Kraczon first came into contact with Williams through Los Angeles-based art dealer Sam Parker. During a visit to Williams’ home studio, Kraczon’s enthusiasm for his art easily convinced the artist that an exhibition at Brown would be a good fit, Williams said.

To select the works for the exhibition, Williams and Kraczon sorted and discussed more than a hundred pieces, many of which were located in the Bay Area home Williams shares with his wife Carol. The name, “It’s About Love,” came about “because he said that phrase so many times when I asked him questions about his works,” Kraczon said.

His life, Williams said, was full of moments of both joy and devastation, much of which is captured in his art. One of his struggles was learning to read as an adult. Shortly after he married Carol, at age 21, he began that process, he said, with her help and encouragement.

“Carol and I have been together for 63 years now, so I know what love is,” Williams said. “I know it takes more work than anything in the world, but the rewards are great.”

Carol’s body appears as a consistent theme in his work and in the exhibition.

“Carol inspires much of his figuration and almost all of women’s reading bodies, in paintings like ‘Twins (Part 1&2)’ and ‘Standing Figure,’” Kraczon said. These erotically charged objects are devotional because they weave love and sexuality into vibrantly colored human forms and bodily organs to become portraits of intimacy and marriage, as well as moments of mourning.”

Death is another common theme. Several works in the exhibition mark intense periods of pain, such as the loss of a daughter in ‘Baby Girl #2’ and ‘Baby Girl #4′, the death of Williams’ father in ‘Last Gate’ and the impending death. from his mother in ‘Cutting Apron Strings’.

Kraczon noted that Williams’s emotionally charged artwork maintains a vibrant, even eccentric use of color, which is shaped by his color vision deficit.

Williams, who had his own studio as a boy, turned to art as a means of expression at an early age. Although he struggled in school with a yet-to-be-diagnosed reading disorder, his parents recognized his artistic genius and encouraged him to spend hours drawing.

He taught art for many years at the San Francisco Art Institute and the California College of the Arts, and said it is meaningful that his work is displayed at an educational institution like Brown, where many students and members of the public can view it. as opposed to a more exclusive commercial gallery.

Kraczon said she hopes the exhibit will inspire Brown’s many student artists.

“I think it is important for students to be exposed to artistic practices that are not market-driven or easily found within a specific art movement,” she says.

What Williams enjoys most about interacting with students, he says, is conversations about life.

“I enjoyed teaching,” Williams said. “We’ve never talked so much about art.
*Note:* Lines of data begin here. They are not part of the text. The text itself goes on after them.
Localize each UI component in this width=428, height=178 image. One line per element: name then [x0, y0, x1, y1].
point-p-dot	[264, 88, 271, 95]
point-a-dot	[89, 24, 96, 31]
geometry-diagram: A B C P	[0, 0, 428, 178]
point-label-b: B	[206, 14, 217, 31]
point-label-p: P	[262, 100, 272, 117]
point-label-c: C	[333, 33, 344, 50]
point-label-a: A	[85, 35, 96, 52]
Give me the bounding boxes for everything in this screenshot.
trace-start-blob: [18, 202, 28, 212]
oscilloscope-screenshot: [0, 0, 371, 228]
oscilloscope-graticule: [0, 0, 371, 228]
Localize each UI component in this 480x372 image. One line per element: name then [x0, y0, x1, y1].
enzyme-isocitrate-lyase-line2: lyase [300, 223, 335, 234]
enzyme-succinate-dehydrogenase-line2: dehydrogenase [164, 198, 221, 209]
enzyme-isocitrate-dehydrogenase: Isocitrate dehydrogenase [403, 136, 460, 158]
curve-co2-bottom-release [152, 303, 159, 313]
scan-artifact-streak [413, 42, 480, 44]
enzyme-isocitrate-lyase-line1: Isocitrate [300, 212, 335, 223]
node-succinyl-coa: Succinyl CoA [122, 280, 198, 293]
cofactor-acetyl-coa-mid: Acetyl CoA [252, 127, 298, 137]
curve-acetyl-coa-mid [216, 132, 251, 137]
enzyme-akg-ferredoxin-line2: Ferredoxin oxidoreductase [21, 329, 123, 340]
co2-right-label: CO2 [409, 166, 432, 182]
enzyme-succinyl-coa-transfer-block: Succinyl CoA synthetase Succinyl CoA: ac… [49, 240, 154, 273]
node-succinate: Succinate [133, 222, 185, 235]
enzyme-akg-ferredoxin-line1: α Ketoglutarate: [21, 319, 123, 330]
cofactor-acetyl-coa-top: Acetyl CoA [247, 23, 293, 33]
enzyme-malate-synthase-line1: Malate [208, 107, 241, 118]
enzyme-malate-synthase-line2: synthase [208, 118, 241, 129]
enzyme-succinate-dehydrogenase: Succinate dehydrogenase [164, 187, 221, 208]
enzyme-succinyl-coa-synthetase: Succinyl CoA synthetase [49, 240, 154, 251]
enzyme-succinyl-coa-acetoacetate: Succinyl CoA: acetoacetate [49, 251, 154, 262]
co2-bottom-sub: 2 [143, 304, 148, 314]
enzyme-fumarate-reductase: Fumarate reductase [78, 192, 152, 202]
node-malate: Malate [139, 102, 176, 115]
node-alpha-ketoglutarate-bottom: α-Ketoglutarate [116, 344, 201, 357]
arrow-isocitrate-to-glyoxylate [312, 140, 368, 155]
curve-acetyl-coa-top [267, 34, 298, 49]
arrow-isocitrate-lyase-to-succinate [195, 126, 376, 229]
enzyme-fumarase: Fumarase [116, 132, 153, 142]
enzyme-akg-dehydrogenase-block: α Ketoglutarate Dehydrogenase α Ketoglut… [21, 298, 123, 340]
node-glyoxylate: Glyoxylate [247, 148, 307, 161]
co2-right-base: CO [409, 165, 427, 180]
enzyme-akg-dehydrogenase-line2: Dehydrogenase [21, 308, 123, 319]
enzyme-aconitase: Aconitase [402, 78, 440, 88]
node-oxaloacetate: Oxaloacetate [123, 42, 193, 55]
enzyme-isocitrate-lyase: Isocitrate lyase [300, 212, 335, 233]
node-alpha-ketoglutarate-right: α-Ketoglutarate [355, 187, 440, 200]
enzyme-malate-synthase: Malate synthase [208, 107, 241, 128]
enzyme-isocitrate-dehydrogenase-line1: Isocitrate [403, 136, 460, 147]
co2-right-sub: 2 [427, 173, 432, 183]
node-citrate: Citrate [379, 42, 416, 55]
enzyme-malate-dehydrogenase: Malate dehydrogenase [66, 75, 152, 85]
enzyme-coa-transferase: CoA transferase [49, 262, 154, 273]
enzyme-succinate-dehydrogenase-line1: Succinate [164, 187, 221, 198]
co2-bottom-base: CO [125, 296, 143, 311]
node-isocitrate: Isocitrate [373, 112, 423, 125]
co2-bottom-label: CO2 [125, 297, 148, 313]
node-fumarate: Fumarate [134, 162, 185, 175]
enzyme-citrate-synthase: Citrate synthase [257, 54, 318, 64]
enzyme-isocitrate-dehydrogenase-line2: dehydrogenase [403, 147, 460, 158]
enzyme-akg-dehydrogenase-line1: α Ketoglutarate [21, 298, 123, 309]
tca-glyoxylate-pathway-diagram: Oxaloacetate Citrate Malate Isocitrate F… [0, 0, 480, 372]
We talked about how to live your life in a poetic and spiritual way in a corrupt world that is full of chaos and has always been a mess.”

Although he plans to continue creating for quite some time, the lifelong artist says he can already imagine his final work.

“I told my kids that when I think I’m close to completing my journey, I’ll let them trace my body,” Williams said. “And they can write a thousand notes around my body and inside my body to create my final work of art.”

The Bell Gallery, 64 College St., Providence, RI, is open to the public daily from 11 a.m. to 5 p.m.; open until 8 p.m. on Thursdays and Fridays. Admission is free.